I experienced a slight fluttering in my guts, the first trickle of adrenalin as I responded to the challenge. Rink has often accused me of getting off on the thrill of battle; maybe he had something. I was looking forward to meeting Samuel Logan and the sooner the better.
The silence at the other end of the phone had grown palpable.
‘What?’
‘Take it easy, bro.’
‘What do you mean?’
‘Don’t let this frog-giggin’ sumbitch draw you into his world.’
‘I don’t get you.’
‘I don’t need to be looking at you to know you’re wearing your war face. Shit, man, you ask me you’re fixating as hard on Samuel as the Logans did on the girls.’
‘I think that my kind of fixation’s a lot different from theirs.’
He breathed heavily into the mouthpiece. ‘Whatever. But it’s still unhealthy . . . whichever way you look at it.’
‘You turning into a shrink these days, spouting all this psychobabble?’
‘Ain’t spouting nothin’. Just offering the voice of reason, you understand?’
‘As long as you don’t start feeling my bumps, Rink.’
‘I might give you a couple bumps when I see you. It’s the only way to knock some sense into your fat head.’
We both laughed, and it was a good point to ring off. I was looking forward to personally finishing things with Samuel, but, truth be told, it would make sense if Rink was there to watch my back. If I had my way that wasn’t going to happen though, not this time.
34
Samuel Logan was barely recognisable now and he felt the disguise would get him all the way to Jay’s room without alerting anyone to his true identity.
Earlier, he’d used Roger Hawkins’s keys to gain access to the man’s apartment. Though palatial in comparison to the shack he’d shared with his family, it was a soulless place at basement level, steps leading down from the street to the front entrance. On opening the door he’d found an open-plan area with hardwood floors, heavy leather furniture, a large plasma screen TV and entertainment centre, and, thankfully, no sign of a family. He wondered if Hawkins had a wife and kids who lived elsewhere and if the businessman kept this place for when he was in the city. Off the main living room was an en suite bathroom and a kitchen with appliances that he was unfamiliar with, as well as a large bedroom with a walk-in dressing closet. That was what he was most interested in and he’d found a two-piece suit not unlike the one Hawkins was wearing earlier. Shirts on hangers hung in colour-coordinated ranks and below them shoes and boots for every occasion. Samuel stripped down to his boxers, studying himself in a full-length mirror. He looked like a beer keg on legs, but unlike Hawkins his sturdy frame wasn’t formed of pulpy fat. Like his face, his body was a network of fine white scars from past injuries, whereas a couple of others – burns primarily – were lumpy with pink scar tissue. His bandages were soiled. The pink had become red, and was fast changing hue again to an ugly brown. He stank. He didn’t have time to waste on showering, so looked instead for toiletries and sprayed his body liberally with cologne from a glass bottle. Then, at random, he chose a shirt and pulled it on. It almost fit. It was tight across his shoulders and upper arms, whereas there was plenty of loose material at his waist. He then dressed in the suit. He had to add a belt to keep the trousers up, but again the jacket was snug up top. He studied himself in the mirror again, and saw that his greasy hair and roughly shaved face belied the expensive clothing, but didn’t care too much about it. There were razors and scissors in the bathroom. Hawkins’s shoes were too small for him, so he’d no option but to pull on his own boots again. He didn’t think that anyone would be astute enough to notice such detail as his work boots any way.

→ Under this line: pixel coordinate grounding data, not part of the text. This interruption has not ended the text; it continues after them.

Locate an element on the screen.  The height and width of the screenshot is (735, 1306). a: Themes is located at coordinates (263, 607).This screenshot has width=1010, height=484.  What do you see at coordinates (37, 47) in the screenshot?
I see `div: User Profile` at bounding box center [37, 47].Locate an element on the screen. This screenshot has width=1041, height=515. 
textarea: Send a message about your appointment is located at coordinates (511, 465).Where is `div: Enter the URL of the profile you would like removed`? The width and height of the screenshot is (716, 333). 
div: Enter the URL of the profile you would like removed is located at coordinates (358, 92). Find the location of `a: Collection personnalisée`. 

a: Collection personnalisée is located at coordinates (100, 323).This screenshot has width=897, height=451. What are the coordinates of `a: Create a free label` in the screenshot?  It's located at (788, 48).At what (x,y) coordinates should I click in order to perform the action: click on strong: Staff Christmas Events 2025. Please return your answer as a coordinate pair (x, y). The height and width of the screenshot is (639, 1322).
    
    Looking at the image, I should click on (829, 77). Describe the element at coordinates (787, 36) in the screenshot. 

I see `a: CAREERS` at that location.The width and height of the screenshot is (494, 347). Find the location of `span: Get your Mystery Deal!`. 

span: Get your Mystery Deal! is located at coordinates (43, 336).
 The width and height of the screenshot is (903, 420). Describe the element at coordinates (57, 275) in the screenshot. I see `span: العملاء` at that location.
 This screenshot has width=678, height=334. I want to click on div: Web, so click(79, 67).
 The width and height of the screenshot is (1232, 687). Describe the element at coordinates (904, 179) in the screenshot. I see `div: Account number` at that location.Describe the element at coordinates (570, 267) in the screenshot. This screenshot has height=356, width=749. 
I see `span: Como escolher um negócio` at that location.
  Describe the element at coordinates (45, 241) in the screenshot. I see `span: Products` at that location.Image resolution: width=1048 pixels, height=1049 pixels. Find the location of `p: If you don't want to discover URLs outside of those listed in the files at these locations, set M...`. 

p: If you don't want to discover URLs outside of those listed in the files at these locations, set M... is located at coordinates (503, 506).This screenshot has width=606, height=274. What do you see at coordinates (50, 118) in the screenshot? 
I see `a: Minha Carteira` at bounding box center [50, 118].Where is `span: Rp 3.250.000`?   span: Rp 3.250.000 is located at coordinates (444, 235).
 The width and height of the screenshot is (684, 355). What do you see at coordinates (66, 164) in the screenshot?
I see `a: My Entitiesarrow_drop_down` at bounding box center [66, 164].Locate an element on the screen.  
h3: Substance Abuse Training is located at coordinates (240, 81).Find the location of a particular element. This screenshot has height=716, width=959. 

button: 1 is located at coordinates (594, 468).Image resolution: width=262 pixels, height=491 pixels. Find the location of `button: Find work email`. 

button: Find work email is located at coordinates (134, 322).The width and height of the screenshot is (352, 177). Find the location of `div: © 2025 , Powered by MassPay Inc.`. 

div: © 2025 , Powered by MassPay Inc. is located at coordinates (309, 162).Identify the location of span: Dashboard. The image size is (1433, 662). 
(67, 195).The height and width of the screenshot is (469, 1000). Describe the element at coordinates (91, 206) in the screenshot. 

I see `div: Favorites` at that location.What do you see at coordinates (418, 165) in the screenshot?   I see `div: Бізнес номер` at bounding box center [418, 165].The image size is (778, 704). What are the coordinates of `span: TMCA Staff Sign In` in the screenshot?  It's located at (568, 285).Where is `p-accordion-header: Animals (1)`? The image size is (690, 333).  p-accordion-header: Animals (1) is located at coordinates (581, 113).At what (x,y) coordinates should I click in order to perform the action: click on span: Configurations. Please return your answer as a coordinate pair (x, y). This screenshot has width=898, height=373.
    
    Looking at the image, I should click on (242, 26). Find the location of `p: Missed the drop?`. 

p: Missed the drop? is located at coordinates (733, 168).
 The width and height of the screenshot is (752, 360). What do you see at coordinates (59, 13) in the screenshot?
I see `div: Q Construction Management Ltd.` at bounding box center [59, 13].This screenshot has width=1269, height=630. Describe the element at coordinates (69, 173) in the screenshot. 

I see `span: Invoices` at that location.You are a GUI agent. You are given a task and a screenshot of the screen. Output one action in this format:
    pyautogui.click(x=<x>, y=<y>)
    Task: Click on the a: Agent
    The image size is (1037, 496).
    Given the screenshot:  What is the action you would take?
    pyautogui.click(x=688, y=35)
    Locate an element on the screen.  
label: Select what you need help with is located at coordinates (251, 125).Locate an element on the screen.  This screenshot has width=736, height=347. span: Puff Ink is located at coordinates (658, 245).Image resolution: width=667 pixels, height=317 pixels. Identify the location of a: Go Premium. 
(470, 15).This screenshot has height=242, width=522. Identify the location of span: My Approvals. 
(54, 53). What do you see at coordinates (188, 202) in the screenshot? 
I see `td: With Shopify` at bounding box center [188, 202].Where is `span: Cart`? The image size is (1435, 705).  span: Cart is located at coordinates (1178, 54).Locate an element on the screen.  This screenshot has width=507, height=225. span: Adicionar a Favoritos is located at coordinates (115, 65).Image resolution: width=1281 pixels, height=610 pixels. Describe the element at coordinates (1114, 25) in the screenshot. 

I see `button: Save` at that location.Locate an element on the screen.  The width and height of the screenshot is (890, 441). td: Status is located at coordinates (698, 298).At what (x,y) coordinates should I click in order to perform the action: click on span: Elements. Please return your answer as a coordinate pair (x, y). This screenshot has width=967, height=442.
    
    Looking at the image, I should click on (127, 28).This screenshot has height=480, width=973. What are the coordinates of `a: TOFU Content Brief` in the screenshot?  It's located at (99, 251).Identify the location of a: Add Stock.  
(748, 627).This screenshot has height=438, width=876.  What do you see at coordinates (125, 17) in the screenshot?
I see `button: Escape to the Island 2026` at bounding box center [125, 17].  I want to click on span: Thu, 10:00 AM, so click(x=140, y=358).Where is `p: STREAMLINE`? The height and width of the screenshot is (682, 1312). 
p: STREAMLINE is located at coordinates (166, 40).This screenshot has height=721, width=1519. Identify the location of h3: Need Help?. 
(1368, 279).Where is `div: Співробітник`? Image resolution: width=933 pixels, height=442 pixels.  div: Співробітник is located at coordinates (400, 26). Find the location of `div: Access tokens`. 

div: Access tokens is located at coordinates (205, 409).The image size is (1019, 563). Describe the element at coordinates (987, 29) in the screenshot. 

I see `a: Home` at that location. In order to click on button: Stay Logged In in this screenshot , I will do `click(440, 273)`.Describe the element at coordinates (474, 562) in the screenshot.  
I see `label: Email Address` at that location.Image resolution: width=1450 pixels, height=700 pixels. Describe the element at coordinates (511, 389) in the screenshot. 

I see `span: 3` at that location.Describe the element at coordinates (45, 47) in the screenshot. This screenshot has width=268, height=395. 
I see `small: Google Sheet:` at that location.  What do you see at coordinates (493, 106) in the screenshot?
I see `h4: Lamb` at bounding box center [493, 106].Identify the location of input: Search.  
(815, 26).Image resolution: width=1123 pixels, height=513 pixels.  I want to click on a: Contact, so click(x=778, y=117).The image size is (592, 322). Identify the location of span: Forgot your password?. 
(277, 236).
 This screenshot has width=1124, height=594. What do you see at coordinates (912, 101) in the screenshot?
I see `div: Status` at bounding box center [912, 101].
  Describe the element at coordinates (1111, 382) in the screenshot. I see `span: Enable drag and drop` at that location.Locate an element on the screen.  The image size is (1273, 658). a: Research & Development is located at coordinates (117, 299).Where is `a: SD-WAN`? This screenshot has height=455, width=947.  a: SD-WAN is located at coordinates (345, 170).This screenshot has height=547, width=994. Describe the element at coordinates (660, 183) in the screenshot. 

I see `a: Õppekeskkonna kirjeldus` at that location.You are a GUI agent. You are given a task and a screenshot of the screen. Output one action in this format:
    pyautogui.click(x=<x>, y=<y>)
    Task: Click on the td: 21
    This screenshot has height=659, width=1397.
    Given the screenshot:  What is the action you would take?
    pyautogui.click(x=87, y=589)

He sheared away the longest hair and combed it into a side parting, used Hawkins’s razor to scrape his beard off. The man who stared back at him from the mirror was a stranger. With his hair bleached and cut short he barely recognised himself, and he leaned towards the glass to check that it was indeed his own eyes staring back at him. He even went so far as to reach out and jab a fingertip against the glass, just to make sure. He left an oily smear on the surface. Samuel couldn’t give a damn for forensic evidence. The cops were already after him, and it wouldn’t matter if they tied him to the death of Roger Hawkins or anyone else: they’d have to catch him first, and when they did he didn’t expect to walk away from the confrontation alive.
He bundled some spare shirts into a leather attaché case he discovered in the living room, as well as the bottle of cologne. He expected that he would stink more as the hours progressed and the cologne would help disguise the odour.
He left the apartment and headed back past the courthouse he’d noted earlier, following signs to the Amtrak station. As he walked he checked out the other pedestrians and was glad to note that his bruised features didn’t attract as much as a glance, so was confident his disguise was working.
There were more murals decorating the walls as he’d approached the train station. One of them depicted a buffalo draped in the Stars and Stripes, and Samuel paused to study it. He thought that, should the mural become animated and the animal rear up on its hind legs, they’d share a similar body shape. He liked the analogy he conjured from the notion: that he was akin to a wild beast that symbolised power to so many people. He’d offered the buffalo a nod of respect then went on.
After everything he’d done to effect a new persona, he felt a sense of anticlimax when he wasn’t given as much as a cursory glance by the bored teller who sold him tickets for the next train west.
He found a bench where he could wait for his train.
Other passengers avoided him. It was as though an invisible bubble surrounded him, with an impenetrable wall that no one would attempt to pierce. He didn’t know if this was an effect of the cologne he’d doused his body in, or if they sensed some imperceptible warning he must radiate. He was happy with either, because he had no desire for company other than that of Jay Walker.